Campaigning in the local media

I am not surprising myself today – my penultimate piece before our May 11 D-Day-when I am finding it challenging to write on something different and relevant at this time. Perhaps from some different perspective as well.

The scores of letters to Editors, news features, commentaries, analyses, editorials and columns fill the print media with views on you-know-what. What ‘new’ should I contribute? Tough to find something not yet explored. So I have opted to repeat a few observations on the use of the media, especially our newspapers, during this rather robust campaign season of 2015.

I think it was either the academic David Granger or WPA advocate Nigel Westmaas who wrote a useful piece on the history of Guyana’s newspapers.
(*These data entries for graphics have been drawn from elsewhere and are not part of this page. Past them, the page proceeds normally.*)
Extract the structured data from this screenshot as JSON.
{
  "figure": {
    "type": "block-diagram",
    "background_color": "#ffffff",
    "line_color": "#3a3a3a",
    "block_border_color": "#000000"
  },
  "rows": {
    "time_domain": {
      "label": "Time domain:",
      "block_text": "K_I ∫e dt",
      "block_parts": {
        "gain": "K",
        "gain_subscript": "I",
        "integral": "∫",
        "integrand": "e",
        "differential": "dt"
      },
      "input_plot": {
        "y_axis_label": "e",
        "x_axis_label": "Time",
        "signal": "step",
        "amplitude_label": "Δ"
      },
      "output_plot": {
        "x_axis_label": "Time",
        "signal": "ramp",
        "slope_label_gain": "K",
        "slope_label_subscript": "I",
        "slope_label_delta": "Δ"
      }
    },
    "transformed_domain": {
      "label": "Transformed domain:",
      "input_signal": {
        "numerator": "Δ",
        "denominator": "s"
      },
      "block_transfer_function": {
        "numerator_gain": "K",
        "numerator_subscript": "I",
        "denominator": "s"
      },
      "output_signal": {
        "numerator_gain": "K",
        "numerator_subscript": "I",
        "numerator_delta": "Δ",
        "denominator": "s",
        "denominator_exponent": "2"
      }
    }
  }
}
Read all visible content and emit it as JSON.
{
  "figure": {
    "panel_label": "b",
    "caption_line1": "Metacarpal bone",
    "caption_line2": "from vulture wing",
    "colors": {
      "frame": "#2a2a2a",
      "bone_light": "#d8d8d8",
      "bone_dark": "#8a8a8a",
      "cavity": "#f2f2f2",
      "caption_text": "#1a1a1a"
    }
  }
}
It showed how the Planter-class and the colonial administrators used the earliest print media to promote their interests, before those ‘papers were joined by those which preached the predicaments and issues relevant to the former slaves, the new immigrants and their representatives who emerged as the majority demographic in the British Guiana colony of the twenties-to-the-sixties.

Frankly Speaking, not much has changed with respect to the role of some media houses in terms of their influence and political support. (When, for example, the D’Aguiar-friendly Chronicle of the early sixties decided to carry a campaign to discredit – perhaps depose – Cheddi Jagan’s PPP, the Chronicle would plead its watch dog role. But to me the ‘paper’s objective was obvious.)

Today this Stabroek News newspaper would declare its professional neutrality in our local politics. The PPP and Government would however discover writers and editorials that are aggressively biased towards regime change.

I myself easily identify certain regular letter-writers – local and overseas-based – who seem to command thousands of column inches per week in this ‘paper. But Stabroek, to me is not as vitriolic as it is incisive, analytical and “intellectual”.

 Newspapers campaign 2015…

I grew up reading Argosy, Chronicle, Graphic. I think in that order but memory is fading fast. I had never imagined that by the eighties, for a few years, I would act as the country’s Chief Information Officer and would be professionally familiar with the functionaries and perspectives of a Burnham/Hoyte–friendly Chronicle. Yes there was ministerial interference – direct instructions to editors, including whose photos should never be placed on the Chronicle’s front pages – But today’s state media controllers make us appear as professional, independent saints in comparison!

The Chronicle seems just an extension of the PPP’s Mirror – which it prints – at this campaign time. No space for the opponents’ views. I’m told that the Op-ed pieces are supplied by the Office of the President, the GINA and Freedom House. (Little work for the actual journalists in that ‘paper’s editorial department at this time.) We old PNC types were never that blatant.

Over at the Jagdeo-Ramroop–friendly Guyana Times, they make an effort to appear more “objective”, especially in their news features. But they can’t succeed with us who are on to these techniques. Their political rallies reports are always invested with editorial content at the end. Actually I find interesting indications of PPP-Freedom House thinking via the Times. But more on that some other time.

Not much is necessary about the current posture of the popular Kaieteur News. Apparently there was some serious “falling-out” between Publisher and President some years ago and the result is exposés – bonanzas for us, the innocent readers and on-lookers. Kaieteur’s views and commentators are dedicated to one primary objective: exposure and removal of an “enemy administration”. To me, the real reasons are more complex than meets the immediate eye.

Television and radio bombard us with campaign messages, newscast and reportage – even Ads with American accents. GECOM’s MMU will attempt to monitor and rein in excesses but will fail. Social media bloggers, I understand, have no time for official, responsible scrutiny. They enjoy a free-for-all (?) Can they contribute to incitement? Divisiveness? You tell me.

Miscellaneous Musings…

Related to all the foregoing are two very significant print media pieces brought to my attention.

The Guyana Review once David Granger’s laudable journalistic offering, made a re-appearance this week via this newspaper. Appropriate and provocative pieces included Moses Nagamootoo’s declaration that the May 11 elections could be “A Referendum on corruption and mismanagement”.

That’s a worthy expectation but, Frankly Speaking, I doubt the electorate’s judgement on those issues would be paramount. It is what they think about the future that would have more or equal impact.

Then there is a ‘curious’ editorial in the PPP-friendly Chronicle of this Tuesday (28th April.) It speaks about “Tin Gods” in the PPP who are now tarnishing and threatening the status, image and effectiveness of that Party. Wow! I have to read it. Is it a stand-by excuse for the Party’s perceived electoral loss on May 11, as one friend suggests? (As the cry of supporter – “Apathy” in 2011?) Wonder who wrote that?

By the way, how are Selman, Urling and Ramsaroop faring in the PPP campaign? And has the Coalition not attracted any significant defectors as yet?